While reading Terence Tao's book on Analysis I had some questions regarding the implication of the Peano Axioms.
After writing the following four axioms (which I will write without changing their original numbering),
Axiom 2.1
$0$ is a natural number.
Axiom 2.2
If $n$ is a natural number then $n{+\!+}$ is also a natural number. (Here $n{+\!+}$ denotes the successor of $n$ and previously in the book the notational implication has been bijected to the familiar $1, 2\ldots$).
Axiom 2.3
$0$ is not the successor of natural number; i.e. we have $n{+\!+}\neq 0$ for every natural number $n$.
Axiom 2.4
Different natural numbers must have different successors; i.e., if $n, m$ are natural numbers and $n\neq m$, then $n{+\!+}\neq m{+\!+}$.
Now let me quote the portion of the text from which my question arises,
"As one can see from this proposition, it now looks like we can keep all of the natural numbers distinct from each other. There is however still one more problem: while the axioms (particularly Axioms $2.1$ and $2.2$) allow us to confirm that $0,1,2,3,\ldots$ are distinct elements of $\mathbb{N}$, there is the problem that there may be other "$\color{red}{\text{rogue}}$" elements in our number system which are not of this form:...
...What we want is some axiom which says that the only numbers in $\mathbb{N}$ are those which can be obtained from $0$ and the increment operation - in order to exclude elements such as $0.5$. But it is difficult to quantify what we mean by "can be obtained from" without already using the natural numbers, which we are trying to define. Fortunately, there is an ingenious solution to try to capture this fact:
Axiom 2.5
Let $P(n)$ be any property pertaining to a natural number $n$. Suppose that $P(0)$ is true, and suppose that whenever $P(n)$ is true, $P(n{+\!+})$ is also true. Then $P(n)$ is true for every natural number $n$.
The informal intuition behind this axiom is the following. Suppose $P(n)$ is such that $P(0)$ is true, and such that whenever $P(n)$ is true, then $P(n{+\!+})$ is true. Then since $P(0)$ is true, $P(0{+\!+}) = P(1)$ is true. Since $P(1)$ is true, $P(1{+\!+}) = P(2)$ is true. Repeating this indefinitely, we see that $P(0), P(1), P(2), P(3),$ etc. are all true- however this line of reasoning will never let us conclude that $P(0.5)$, for instance, is true. $\color{blue}{\text{Thus Axiom 2.5 should not hold for number systems which contain}}$ "$\color{blue}{\text {unnecessary}}$"$\color{blue}{\text {elements such as $0.5$.}}$
My questions are precisely regarding the colored statements.

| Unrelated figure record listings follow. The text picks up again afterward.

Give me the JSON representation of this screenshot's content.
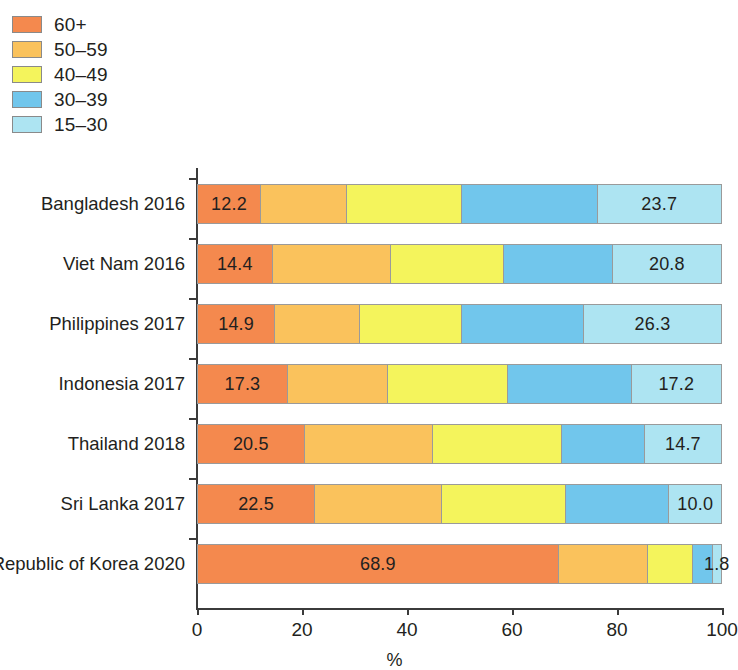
{
  "legend": {
    "position": "top-left",
    "items": [
      {
        "label": "60+",
        "color": "#F4894E"
      },
      {
        "label": "50–59",
        "color": "#FAC25C"
      },
      {
        "label": "40–49",
        "color": "#F4F45C"
      },
      {
        "label": "30–39",
        "color": "#71C6EC"
      },
      {
        "label": "15–30",
        "color": "#ADE4F2"
      }
    ]
  },
  "axis": {
    "x_title": "%",
    "x_ticks": [
      "0",
      "20",
      "40",
      "60",
      "80",
      "100"
    ],
    "x_tick_values": [
      0,
      20,
      40,
      60,
      80,
      100
    ]
  },
  "chart_data": {
    "type": "bar",
    "orientation": "horizontal",
    "stacked": true,
    "normalized": true,
    "title": "",
    "xlabel": "%",
    "ylabel": "",
    "xlim": [
      0,
      100
    ],
    "grid": false,
    "legend_position": "top-left",
    "categories": [
      "Bangladesh 2016",
      "Viet Nam 2016",
      "Philippines 2017",
      "Indonesia 2017",
      "Thailand 2018",
      "Sri Lanka 2017",
      "Republic of Korea 2020"
    ],
    "series": [
      {
        "name": "60+",
        "color": "#F4894E",
        "values": [
          12.2,
          14.4,
          14.9,
          17.3,
          20.5,
          22.5,
          68.9
        ]
      },
      {
        "name": "50–59",
        "color": "#FAC25C",
        "values": [
          16.3,
          22.6,
          16.1,
          19.1,
          24.5,
          24.2,
          17.1
        ]
      },
      {
        "name": "40–49",
        "color": "#F4F45C",
        "values": [
          22.0,
          21.4,
          19.5,
          22.8,
          24.5,
          23.6,
          8.5
        ]
      },
      {
        "name": "30–39",
        "color": "#71C6EC",
        "values": [
          25.8,
          20.8,
          23.2,
          23.6,
          15.8,
          19.7,
          3.7
        ]
      },
      {
        "name": "15–30",
        "color": "#ADE4F2",
        "values": [
          23.7,
          20.8,
          26.3,
          17.2,
          14.7,
          10.0,
          1.8
        ]
      }
    ],
    "value_labels": {
      "shown_for_series": [
        "60+",
        "15–30"
      ],
      "60+": [
        "12.2",
        "14.4",
        "14.9",
        "17.3",
        "20.5",
        "22.5",
        "68.9"
      ],
      "15–30": [
        "23.7",
        "20.8",
        "26.3",
        "17.2",
        "14.7",
        "10.0",
        "1.8"
      ]
    }
  }
}
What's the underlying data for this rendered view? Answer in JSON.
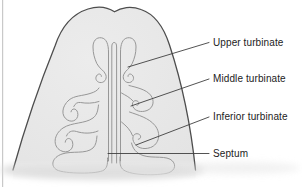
{
  "labels": {
    "upper_turbinate": "Upper turbinate",
    "middle_turbinate": "Middle turbinate",
    "inferior_turbinate": "Inferior turbinate",
    "septum": "Septum"
  },
  "colors": {
    "background": "#ffffff",
    "diagram_fill": "#e6e6e6",
    "diagram_outline": "#4d4d4d",
    "inner_line": "#979797",
    "leader_line": "#3f3f3f",
    "label_text": "#1c1c1c",
    "left_border": "#c9c9c9",
    "bottom_fade": "#dcdcdc"
  }
}
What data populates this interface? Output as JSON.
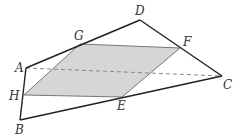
{
  "diagram": {
    "type": "geometry",
    "colors": {
      "edge": "#222222",
      "section_fill": "#d6d6d6",
      "section_edge": "#777777",
      "hidden_edge": "#888888",
      "label": "#333333"
    },
    "points": {
      "A": {
        "label": "A",
        "x": 26,
        "y": 68,
        "lx": 15,
        "ly": 72
      },
      "B": {
        "label": "B",
        "x": 20,
        "y": 120,
        "lx": 15,
        "ly": 134
      },
      "C": {
        "label": "C",
        "x": 222,
        "y": 76,
        "lx": 223,
        "ly": 89
      },
      "D": {
        "label": "D",
        "x": 140,
        "y": 20,
        "lx": 135,
        "ly": 15
      },
      "E": {
        "label": "E",
        "x": 122,
        "y": 97,
        "lx": 117,
        "ly": 110
      },
      "F": {
        "label": "F",
        "x": 180,
        "y": 48,
        "lx": 183,
        "ly": 46
      },
      "G": {
        "label": "G",
        "x": 80,
        "y": 44,
        "lx": 74,
        "ly": 40
      },
      "H": {
        "label": "H",
        "x": 24,
        "y": 95,
        "lx": 9,
        "ly": 100
      }
    },
    "edges_solid": [
      "AD",
      "DC",
      "CB",
      "BA"
    ],
    "edges_dashed": [
      "AC"
    ],
    "section": [
      "H",
      "G",
      "F",
      "E"
    ]
  }
}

How can we assume the existence of "$\color{red}{\text{rogue}}$" elements in our number system? To be precise, how can one who doesn't know anything about the number system and the numbers try to convince himself of the existence of such elements?
Which $P(n)$ only holds for the natural numbers? In other words, how the addition of the fifth axiom resolves the problem of the rogue elements?
Added:-
After reading the various answers below, I think that I should elaborate why the answers below doesn't completely satisfy me.
What KSmarts said in response to my first question seems circular to me. To quote from his answer,
Suppose that in addition to the expected natural numbers $0,1,2,$ etc $\color{green}{\color{green}{\text{there are numbers}}\ a,b, \color{green}{\text{and}}\ c \ \color{green}{\text{so that}}\ a{+\!+}=b, b{+\!+}=c,\ \color{green}{\text{and}}\ c{+\!+}=a}$. This does not contradict any of the first four axioms, so it is a valid construction under those axioms. However, it does not correspond to what we expect of the natural numbers, so there is another axiom to restrict this construction.
The colored portion is the reason for which I think that the answer is circular. Precisely my question is that how do we convince someone the existence of those $a,b,c$'s who doesn't know anything about the numbers?
Hurkyl raised a good point which tries to resolve the above question,
For your first question, it's not that we assume that rogue elements exist, it's that we cannot assume they do not exist. If we wish that they do not exist, we must choose a definition that allows us to prove it.
"...it's that we cannot assume they do not exist." Exactly! But in my view we can choose a definition to "prove" that such rogue elements don't $\color{darkviolet}{\text{only when}}$ we know the properties of those elements. For then we can "construct" the definition in a way which excludes the possibility of such rogue elements.
So,
How can we know the properties that only belongs to the rogue elements, unless we have a proper idea of the nature of those rogue elements?
And it's precisely in the light of this question that my second question naturally arises. If we know the properties of the rogue elements, then we can define the property $P$ to be the "complement" of the properties which satisfy question my last question.